There is something farcical about an authorized life of Greene—indeed, about his having an official biographer. Professor Norman Sherry was once a lecturer at the University of Singapore. I know this because I inherited his office there, and some of his students were passed on to me. Stories were told in the Staff Club (and by the way, this is the tone Sherry himself adopts when writing of Greene) of how, researching the background of Conrad's novels, Sherry would set off for Surabaya, to see whether there had been a real-life prototype for, let us say, Axel Heyst's cook Wang in Victory, or whe
ther there had been three mysterious strangers like those in the novel. Actually, Conrad had nicked the three villains from a minor Robert Louis Stevenson novel, The Ebb-Tide. Sherry was less interested in literary antecedents than those he might find in equatorial back streets, and his eagerness to embrace little-visited countries, exotic people, and the possibility of contracting amebic dysentery so impressed Graham Greene that on the publication of Conrad's Eastern World, Greene got in touch with Sherry and eventually authorized him to write his biography.
The years of a writer's struggle and failure often spell success for the biographer. There is no question but that in his following in the footsteps of Greene's life, and in possession of all the Greene papers, Sherry has lucked out: he has a career, a subject, an income, and he is sole proprietor of the official life.
If The Life of Graham Greene were not so long and so plodding, it would not be necessary to raise these points. At this moment, Greene himself is stonewalling the publication of a racier—unofficial—biography by one Anthony Mockler.
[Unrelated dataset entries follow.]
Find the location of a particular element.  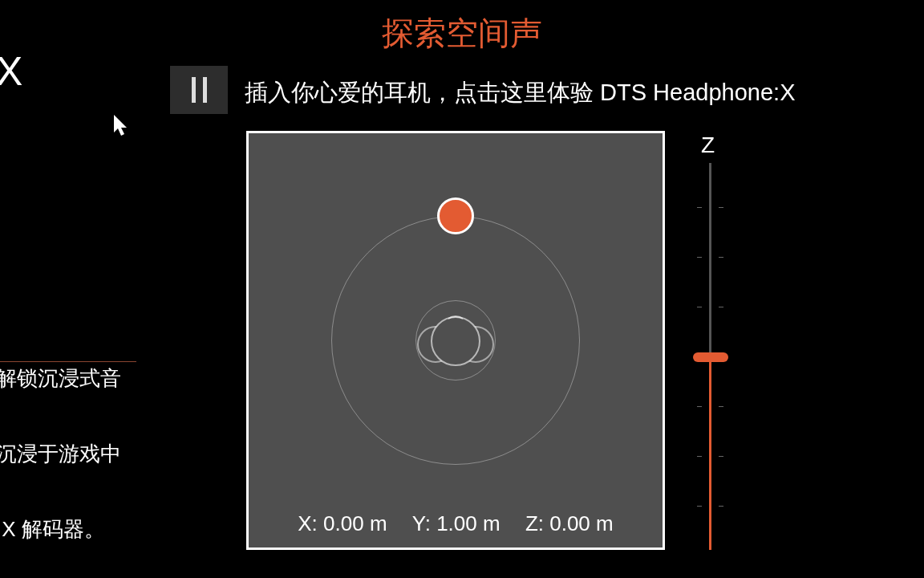

z-axis-label: Z is located at coordinates (707, 145).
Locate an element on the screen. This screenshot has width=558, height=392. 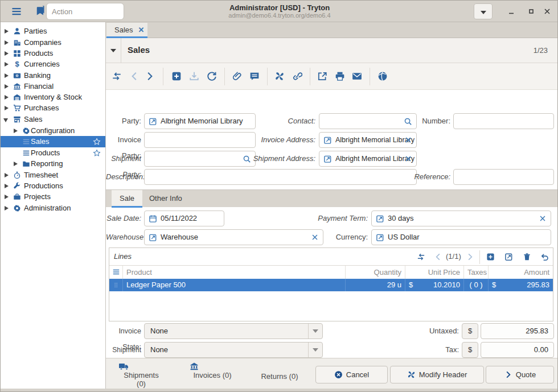
sidebar-item-companies: Companies is located at coordinates (53, 43).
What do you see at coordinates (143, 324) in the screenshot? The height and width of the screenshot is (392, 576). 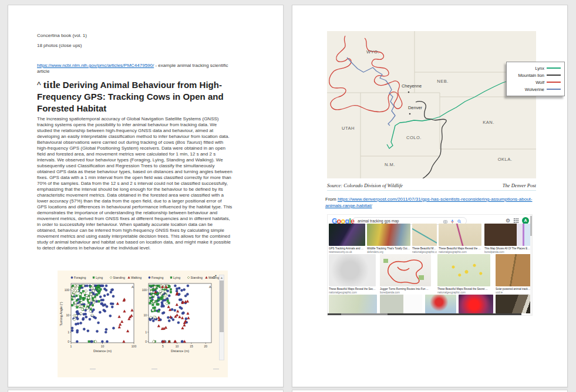 I see `scatter-figure-image: ForagingLyingStandingWalking011010011010…` at bounding box center [143, 324].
Norman Sherry's book is one of those monumental works that appear to be so exhaustive that you are almost certain something crucial is being left out. William Faulkner's biographer also took two long volumes to anatomize a life in which he mentioned every insignificant detail imaginable yet failed to find space for the fact that over a period of about thirty years Faulkner was an ardent adulterer and had a long-standing affair with a woman who apparently mattered very much to him. It is impossible to read Sherry's book without thinking that a similar sleight of hand is being practiced.
A large portion of the first volume of Greene's life (covering the years 1904 to 1939) is given over to the courtship between Graham and his future wife, Vivien. Am I alone in finding it comic that Greene's hundreds of love letters have been sold to and solemnly catalogued by the University of Texas? Sherry offers us many lengthy and gushing passages from these letters (showing a tender, romantic, vulnerable side of the novelist most people regard as a cold fish), but he does no more than suggest that at the same time Greene was living quite a different life—with "tarts," girlfriends, and drifting women. Indeed, any reader of Greene's work can easily guess that he is well acquainted with the one-night stand as well as the protracted affair, and that his libido has had quite a workout over the years. Where it is possible to document Greene's comings and goings, Sherry gives us great helpings, but clearly Greene had not wished to discuss many episodes, and so we are forced to witness the sorry sight of the biographer reading Greene's diary and reporting, "The rest of this entry has been torn out"—or scribbled over or amended or whatever—reminding me yet again that there are often more lacunae in a long book than in a short one.